Does Whelan own Slough House? Does He Lose His Job?

Even before the rogue terrorist targets Whelan at the Park, it’s evident that the aftermath of the entire incident does not bode well for the Director General. Now that the threat has been eliminated, it’s time for blame and liability to be doled out among the cracks in the system that allowed Tara and her group to succeed brazenly. Evidently, there are two parties to blame here: Whelan and Peter Judd, the former Home Secretary. Therefore, the latter ends up reaching out to the former in an attempt to join forces and fabricate a different scapegoat to save their own skins. Naturally, Lamb and his department of misfits end up getting caught in their scheme. Thus, after surviving his assassination attempt, Whelan visits the Slough House with one endgame in mind.

Whelan is going to pin the entirety of the blame on Roddy Ho, making it seem like the Slough House had learned about Tara and her threat prior to the attacks. As such, Lamb would take the fall for incompetence, and the entire department would inevitably be shut down. Only River, who directly saved the Director General’s life, would get to stay in the Service. Nonetheless, while this would have proposed the ideal solution for Whelan and Judd’s combined problem, Lamb isn’t one to take any blows lying down. After all, he has an effective ace up his sleeve: Gimball’s recording device that Coe and River pocketed from his place of death. Hours before the politician’s unfortunate, and completely coincidental, death, Whelan had paid him a visit.

Gimball’s wife had been blackmailing Whelan, having procured evidence of his relationship with a young escort. In retaliation, the Director General had used his position to uncover some dirt on the couple, thereby levying his own blackmail threat against them. By a twist of fate, Gimball had managed to capture his threatening spiel on his recording device. After his death, that device ends up in Lamb’s hands, arming him against any of Whelan’s attacks.
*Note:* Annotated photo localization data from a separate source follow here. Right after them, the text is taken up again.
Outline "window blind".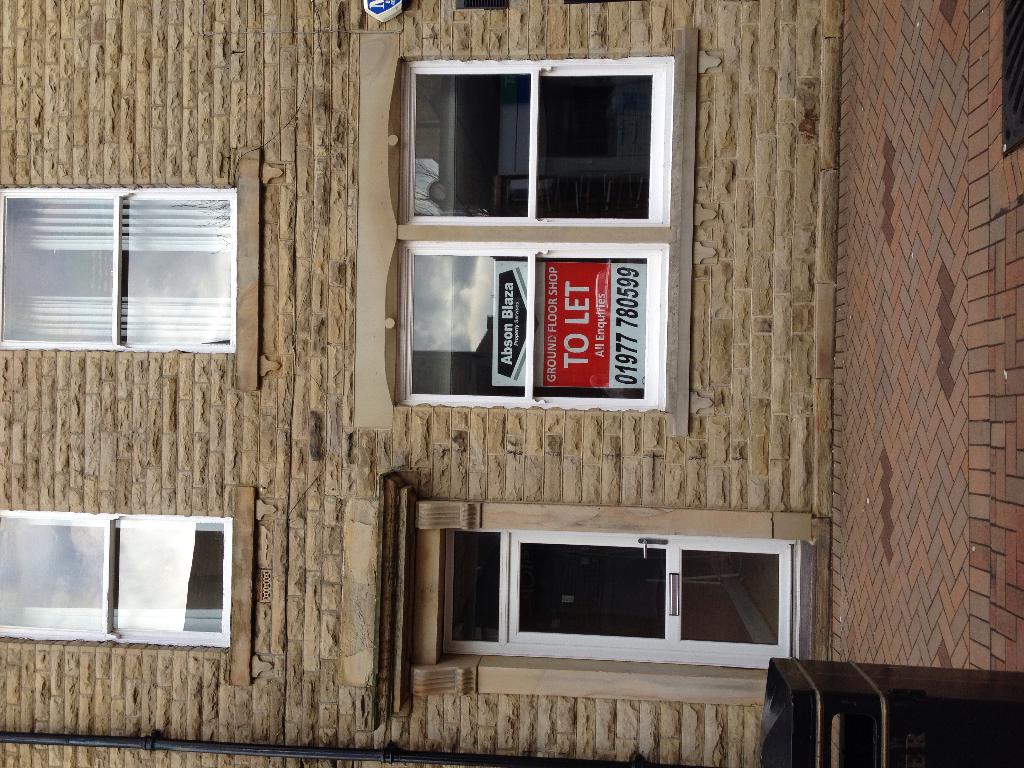
Outline: region(3, 605, 223, 630).
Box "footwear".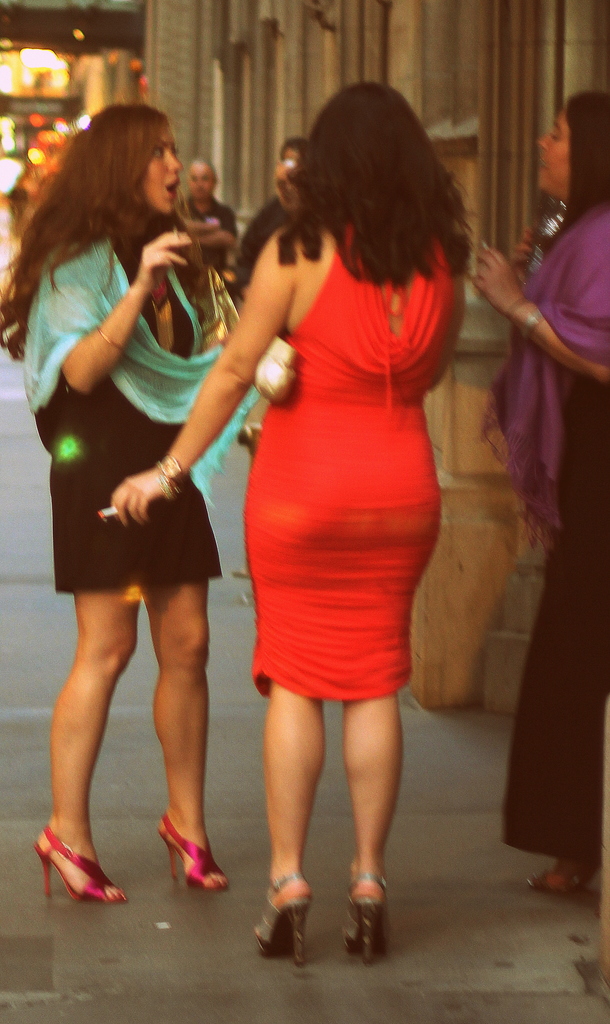
259:872:320:956.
In the end, Lamb uses this same recording to push Whelan to assume the rightful responsibilities of his actions and step away from the Service as a whole. In turn, he ends up saving the future of the Slough House and its agents.
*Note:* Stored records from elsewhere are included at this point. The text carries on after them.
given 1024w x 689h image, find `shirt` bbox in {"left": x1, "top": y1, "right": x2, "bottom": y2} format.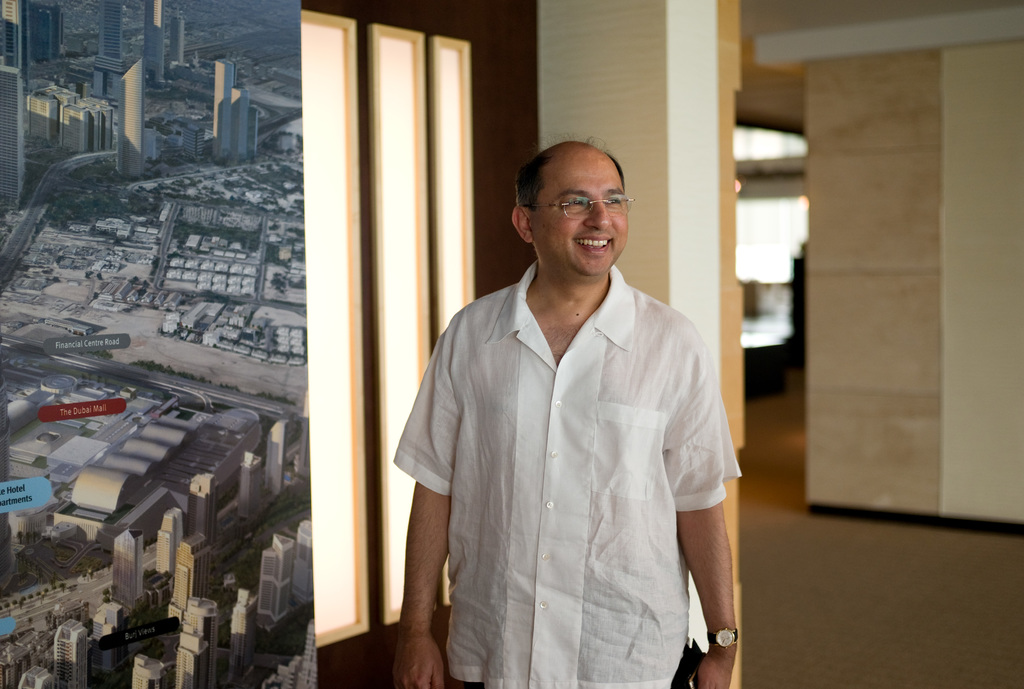
{"left": 390, "top": 258, "right": 743, "bottom": 688}.
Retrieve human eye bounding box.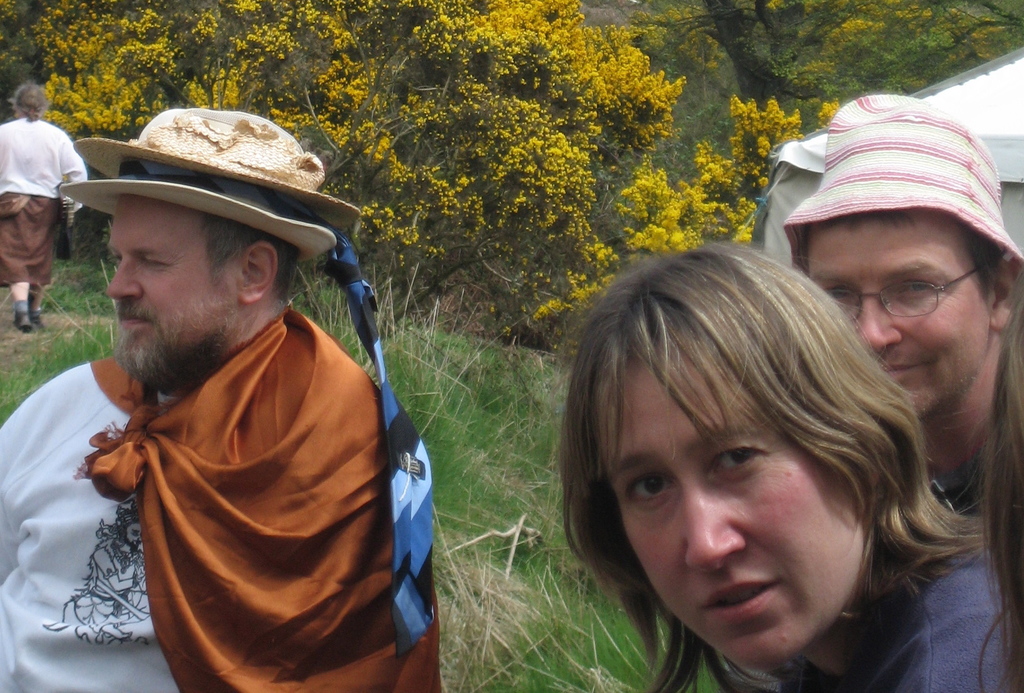
Bounding box: (616, 461, 683, 513).
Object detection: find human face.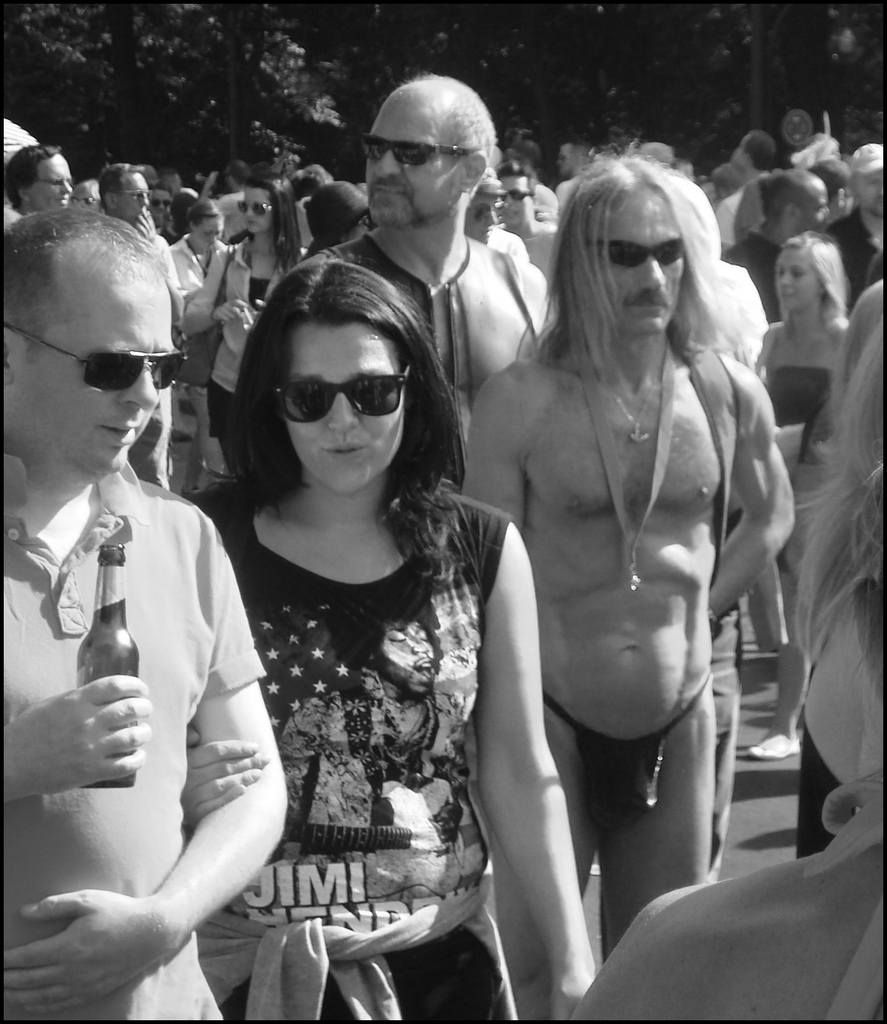
Rect(588, 189, 685, 332).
What Happened to Lamb’s Feet? Was He the Agent From the Stasi Story?

At the end of the finale, we see Lamb in his office having a conversation on the phone with Taverner. While the conversation itself is nothing significant, the ending shot of the scene, showing the soles of the older Agent’s feet in full focus, piques certain intrigue. The shot reveals that his feet must have at one point been notably abused and tortured. From deep scars to healed skin showcasing signs of burns, it seems likely that the agent has been a victim of long-winded torture at one point or another. Earlier in the season, Lamb regales his and Emma Flyte’s agents with a story from his past, during a stationing in Germany. He tells the tale of one of his agents whom the Statsi had apprehended.
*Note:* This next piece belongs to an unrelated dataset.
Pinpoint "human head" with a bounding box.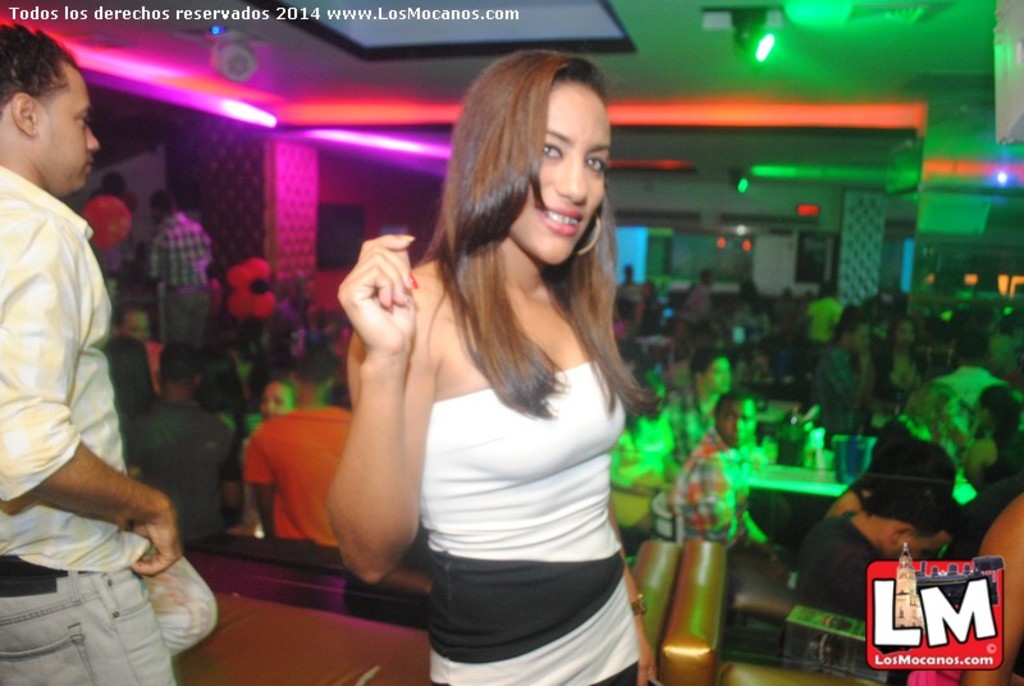
[891,317,918,348].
The Stasi had held this agent hostage for days, putting him through every torture, including the burning of his feet and worse, in an attempt to get some elusive name out of him. When he refused to budge, they brought in a local woman, who had been identified as the English agent’s lover. They put the woman through unthinkable torture as well, until they finally killed her. Her death came with the damning knowledge that she was pregnant with the agent’s child. Still, the latter refused to give up any names. In the end, the Statsi discovered that their captive was so tight-lipped because he had never known about the person they were looking for in the first place. Hence, they let the agent go after putting him through the worst of hell. In the moment, Lamb tells this story as a way to subtly signal the horses to arm themselves with mundane objects and fight back against Devon Welles and the other Dogs. Afterward, when Standish asks him if he was the agent in the story, he rebuffs the claim. Yet, this conclusive shot of his war-weathered feet implies otherwise.